My Sister's Bones(14)



‘You’ve known him a long time?’

‘Around fifteen years.’

‘Fifteen years,’ says Shaw, raising her eyebrows. ‘The same length of time you’ve been taking sleeping pills.’

I smile ruefully.

‘Yes,’ I reply. ‘I hadn’t thought about that before.’

‘What did Harry say to you in the office after your outburst?’ asks Shaw.

I wince as I recall Harry’s face as he brewed a strong coffee and handed it to me. His hands were trembling and he looked, for just a moment, scared of me.

‘He . . . he just asked if I was okay.’

I don’t tell her that he threatened to suspend me and that I begged him not to on account of my upcoming assignment to Syria. I was lucky. His hands were tied. He knew I was the only person who could get into Aleppo. He had no choice.

‘Rachel Hadley could have called the police.’

I look at Shaw and it is then I notice how similar she and Hadley are; the same blonde bobbed hair, the same sibilant voice. They could be sisters.

‘Yes, she could,’ I reply. ‘But she didn’t.’

‘Harry says he told you to take the rest of the week off.’

‘Yes, he did,’ I say. ‘And he was great about it. I’m sorry, truly sorry for what happened to Rachel. I don’t like the girl but I shouldn’t have hit her. I do know that.’

‘And can you tell me what happened when you left the office?’

I look at the papers in her hand and my mouth goes dry. She can’t know. It’s not possible.

‘Kate?’

‘I’m sorry . . . My head is spinning. I just need a second . . .’

I jump up from my seat and walk to the tiny window, placing the palm of my hand on the glass. Behind me Dr Shaw shuffles in her seat and as I watch the light fading over the car park I try to blink away the memory of that night.

‘Kate, are you okay?’

Her voice merges with the others in my head and as I stand looking out at the grey expanse of concrete and the bleak sea below I think of my mother and how she implored me to get out of this town and make a better life for myself. And I did it. I got away, as far away as possible. But now I’m trapped in its clutches again. And I know that this time there is no escape.





8


Tuesday 14 April 2015

The graveyard is deserted when we arrive and I hang back while Paul walks on ahead of me through the ornate wrought-iron gates.

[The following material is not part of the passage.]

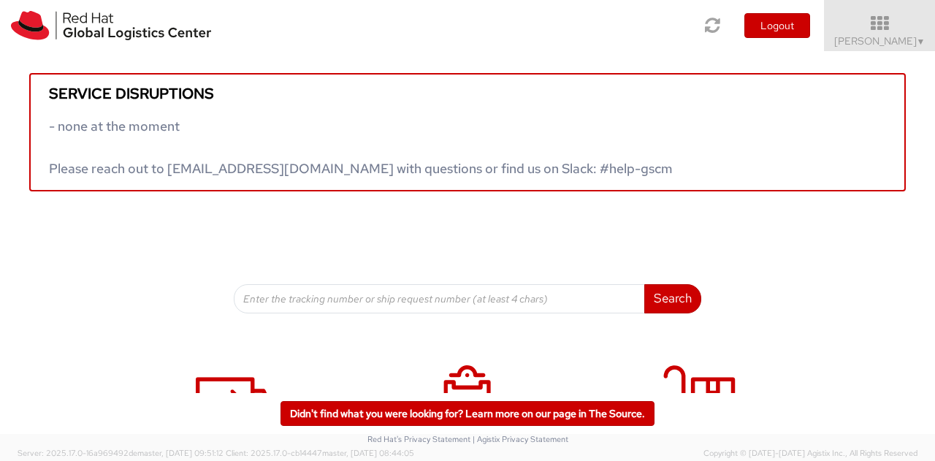  Describe the element at coordinates (418, 439) in the screenshot. I see `a: Red Hat's Privacy Statement` at that location.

‘It’s this way,’ he calls as I stand on the path, clutching a posy of irises to my chest.

‘Yes, I know,’ I reply, and as I step inside the gates my stomach grows heavy with dread.

‘I hate this place,’ I say, catching up with Paul. ‘Always have.’

He smiles and pats my shoulder.

‘We don’t have to stay long,’ he says, his voice upbeat. ‘Whenever you want we can get out of here.’

‘I just want to see her,’ I reply as we weave in and out of the gravestones. ‘I want to see my mum.’

There are so many graves. It is hard to imagine the town producing enough people to fill the vast space, but here they are spreading out in front of us, the great and the good of Herne Bay from the nineteenth century to the present day.

I shudder as we pass the church, squat and unremarkable in its neat grassy plot, remembering how, as a child, the smell inside that place would make me feel sick. Every part of it, from the clammy troughs of holy water at the entrance, contaminated by strangers’ hands, to the claret carpet that snaked its way from the aisle up to the altar, felt like it was closing in on me. When the priest finally uttered the words, ‘Go, the mass is ended,’ I would clamber across the parishioners, clutching my chest as I ran for the door. Sitting in that church was the closest thing to being buried alive that I could imagine. Yet, for my mother, it was comfort and salvation; the place where her grief could be soothed with incantations threaded along the beads of her stark white rosary. I never understood that.

Paul catches me looking up at the ugly building.

‘I used to bring your mum here,’ he says. ‘Before she went into the home.’

‘She couldn’t get enough of the place,’ I reply with a half-laugh. ‘Used to bring us here every week when we were kids. Never on Sundays for morning mass like most people, but Saturday night, because that was when the priest heard confessions.’

‘Yes, it was always Saturday night,’ says Paul. ‘I’d wait for her in the car and she would be hours in there. I used to wonder what terrible sin she’d committed to make her confess every single week. I mean, your mum was one of the gentlest, kindest women I’ve known. What could she have felt so guilty about?’

I shrug my shoulders.

‘Who knows, but she’d had a lot of grief to deal with. Maybe talking to the priest helped.’

‘Yeah, maybe,’ says Paul.

We walk on as row upon row of headstones open out before us. I recognize the older ones, the ones crumbling and caked in lichen that date back to the 1800s.

‘I don’t know about you,’ says Paul, frowning as we step through them, ‘but when I go I want to be cremated. A nice neat dispatch.’